Witnesses warn Finish Line and PACT expansions are at risk after governor’s midterm proposal

Appropriations Higher Education Committee · February 20, 2026

Get AI-powered insights, summaries, and transcripts

Subscribe
AI-Generated Content: All content on this page was generated by AI to highlight key points from the meeting. For complete details and context, we recommend watching the full video. so we can fix them.

Summary

Students, union leaders and university officials told the committee that halving Finish Line funding — and proposed changes in HB 5032 — would limit access for thousands of low‑income and transfer students; they urged restoration and expansion.

HARTFORD — Students and higher-education advocates told the Appropriations Higher Education Committee that planned midterm budget changes would undercut the Finish Line Scholars program and the Pledge to Advance Connecticut (PACT) tuition-assistance expansion, making bachelor's completion harder for community college transfer students.

Kate Jackson, a student at WestConn, said the passage of recent bills expanded PACT into new campuses and that “it proposes a 50% cut to the Pledge to Advance Connecticut tuition assistance program” in House Bill 5032. Ramkin Grant and union witnesses described figures they said were central to the dispute: last year’s legislative appropriation to launch the Finish Line program was reported as $7.7 million; speakers warned the governor’s midterm proposal would reduce available funding to roughly $3 million, leaving many eligible students without support.
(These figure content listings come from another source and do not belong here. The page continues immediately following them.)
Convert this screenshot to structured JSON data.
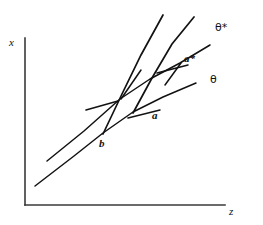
{
  "figure": {
    "background_color": "#ffffff",
    "ink_color": "#121212",
    "axis_color": "#3a3a3a",
    "width": 263,
    "height": 225
  },
  "axes": {
    "y_axis": {
      "name": "vertical-axis",
      "label": "x",
      "label_x": 9,
      "label_y": 37,
      "x": 25,
      "y_top": 38,
      "y_bottom": 205
    },
    "x_axis": {
      "name": "horizontal-axis",
      "label": "z",
      "label_x": 229,
      "label_y": 206,
      "y": 205,
      "x_left": 25,
      "x_right": 225
    }
  },
  "curves": [
    {
      "name": "theta-locus",
      "label": "θ",
      "label_x": 210,
      "label_y": 74,
      "path": "M 35,186 L 74,156 L 103,133 L 133,112 L 163,97 L 196,83",
      "description": "lower concave locus passing through points b and a"
    },
    {
      "name": "theta-star-locus",
      "label": "θ*",
      "label_x": 215,
      "label_y": 22,
      "path": "M 47,161 L 84,131 L 120,99 L 150,79 L 180,63 L 210,45",
      "description": "upper concave locus passing through point a*"
    }
  ],
  "steep_lines": [
    {
      "name": "steep-line-through-b",
      "path": "M 103,134 L 122,94 L 141,55 L 163,15",
      "description": "steep ray rising from point b through the theta-star locus"
    },
    {
      "name": "steep-line-through-a",
      "path": "M 133,113 L 152,78 L 172,44 L 194,17",
      "description": "steep ray rising from point a through point a*"
    }
  ],
  "tangent_segments": [
    {
      "name": "tangent-segment-left-lower",
      "path": "M 86,110 L 118,101",
      "description": "short flat tangent stroke left of the b crossing"
    },
    {
      "name": "tangent-segment-left-upper",
      "path": "M 141,70 L 121,99",
      "description": "short steep tangent stroke above the b crossing"
    },
    {
      "name": "tangent-segment-mid-lower",
      "path": "M 128,118 L 160,110",
      "description": "short flat tangent stroke left of point a"
    },
    {
      "name": "tangent-segment-right-lower",
      "path": "M 157,73 L 188,65",
      "description": "short flat tangent stroke left of point a*"
    },
    {
      "name": "tangent-segment-right-upper",
      "path": "M 181,63 L 165,85",
      "description": "short steep tangent stroke below point a*"
    }
  ],
  "points": [
    {
      "name": "point-b",
      "label": "b",
      "x": 103,
      "y": 134,
      "label_x": 99,
      "label_y": 138
    },
    {
      "name": "point-a",
      "label": "a",
      "x": 133,
      "y": 113,
      "label_x": 152,
      "label_y": 110
    },
    {
      "name": "point-a-star",
      "label": "a*",
      "x": 180,
      "y": 63,
      "label_x": 184,
      "label_y": 53
    }
  ]
}
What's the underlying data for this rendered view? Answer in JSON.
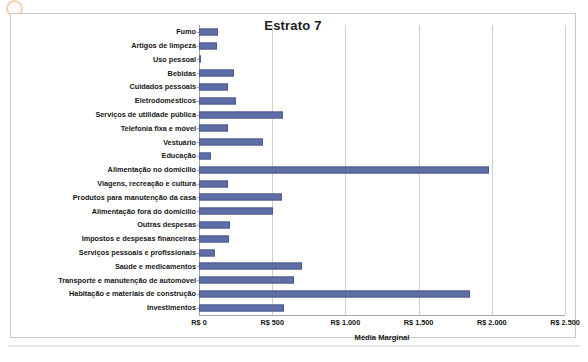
{
  "chart_data": {
    "type": "bar",
    "orientation": "horizontal",
    "title": "Estrato 7",
    "xlabel": "Média Marginal",
    "ylabel": "",
    "xlim": [
      0,
      2500
    ],
    "xticks": [
      0,
      500,
      1000,
      1500,
      2000,
      2500
    ],
    "xtick_labels": [
      "R$ 0",
      "R$ 500",
      "R$ 1.000",
      "R$ 1.500",
      "R$ 2.000",
      "R$ 2.500"
    ],
    "grid": true,
    "legend": false,
    "series_color": "#5f6ea6",
    "categories": [
      "Fumo",
      "Artigos de limpeza",
      "Uso pessoal",
      "Bebidas",
      "Cuidados pessoais",
      "Eletrodomésticos",
      "Serviços de utilidade pública",
      "Telefonia fixa e móvel",
      "Vestuário",
      "Educação",
      "Alimentação no domicílio",
      "Viagens, recreação e cultura",
      "Produtos para manutenção da casa",
      "Alimentação fora do domicílio",
      "Outras despesas",
      "Impostos e despesas financeiras",
      "Serviços pessoais e profissionais",
      "Saúde e medicamentos",
      "Transporte e manutenção de automóvel",
      "Habitação e materiais de construção",
      "Investimentos"
    ],
    "values": [
      130,
      125,
      10,
      240,
      200,
      250,
      575,
      200,
      440,
      80,
      1980,
      200,
      570,
      505,
      210,
      205,
      110,
      705,
      650,
      1850,
      580
    ]
  }
}
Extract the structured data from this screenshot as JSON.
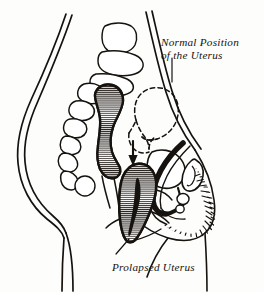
{
  "figure": {
    "type": "medical-illustration",
    "view": "midsagittal",
    "background_color": "#fdfdfc",
    "ink_color": "#16130f",
    "hatch_color": "#2a2520"
  },
  "annotations": {
    "normal_position": {
      "line1": "Normal Position",
      "line2": "of the Uterus",
      "leader": "vertical-line-down"
    },
    "prolapsed": {
      "label": "Prolapsed Uterus",
      "leader": "diagonal-line-up-right"
    }
  },
  "structures": [
    {
      "name": "body-outline",
      "style": "open-contour",
      "fill": "none"
    },
    {
      "name": "spine-sacrum",
      "style": "segmented-vertebrae",
      "fill": "none"
    },
    {
      "name": "rectum",
      "style": "horizontal-hatch",
      "fill": "hatched"
    },
    {
      "name": "uterus-normal-position",
      "style": "dashed-outline",
      "fill": "none"
    },
    {
      "name": "uterus-prolapsed",
      "style": "horizontal-hatch",
      "fill": "hatched"
    },
    {
      "name": "bladder",
      "style": "solid-contour",
      "fill": "none"
    },
    {
      "name": "urethra",
      "style": "heavy-black-stroke",
      "fill": "solid"
    },
    {
      "name": "vaginal-canal",
      "style": "heavy-black-stroke",
      "fill": "solid"
    },
    {
      "name": "pubic-bone",
      "style": "oval-contour",
      "fill": "none"
    },
    {
      "name": "pubic-hair",
      "style": "short-stroke-texture",
      "fill": "none"
    },
    {
      "name": "descent-arrow",
      "style": "solid-arrow-down",
      "fill": "solid"
    }
  ],
  "colors": {
    "ink": "#16130f",
    "hatch": "#2a2520",
    "paper": "#fdfdfc"
  }
}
“Fully funding this program is a step in that direction,” Ramkin Grant said, urging restoration and expansion of the program so community college students can finish bachelor’s degrees without being locked out by cost barriers. Louise Williams of the CSU faculty union warned that the current appropriation could cover only about one-quarter of eligible students and that the midterm cut would reduce coverage further.

University and community-college officials, student government leaders and faculty unions urged the committee to prioritize Finish Line funding and to consider student-support investments that improve advising, reduce course bottlenecks and convert part-time instructional roles into stable full-time positions — measures they said are necessary to make PACT expansions meaningful.

The committee heard no formal budget vote during the hearing. Legislators will consider testimony and budget adjustments as part of the midterm appropriations process.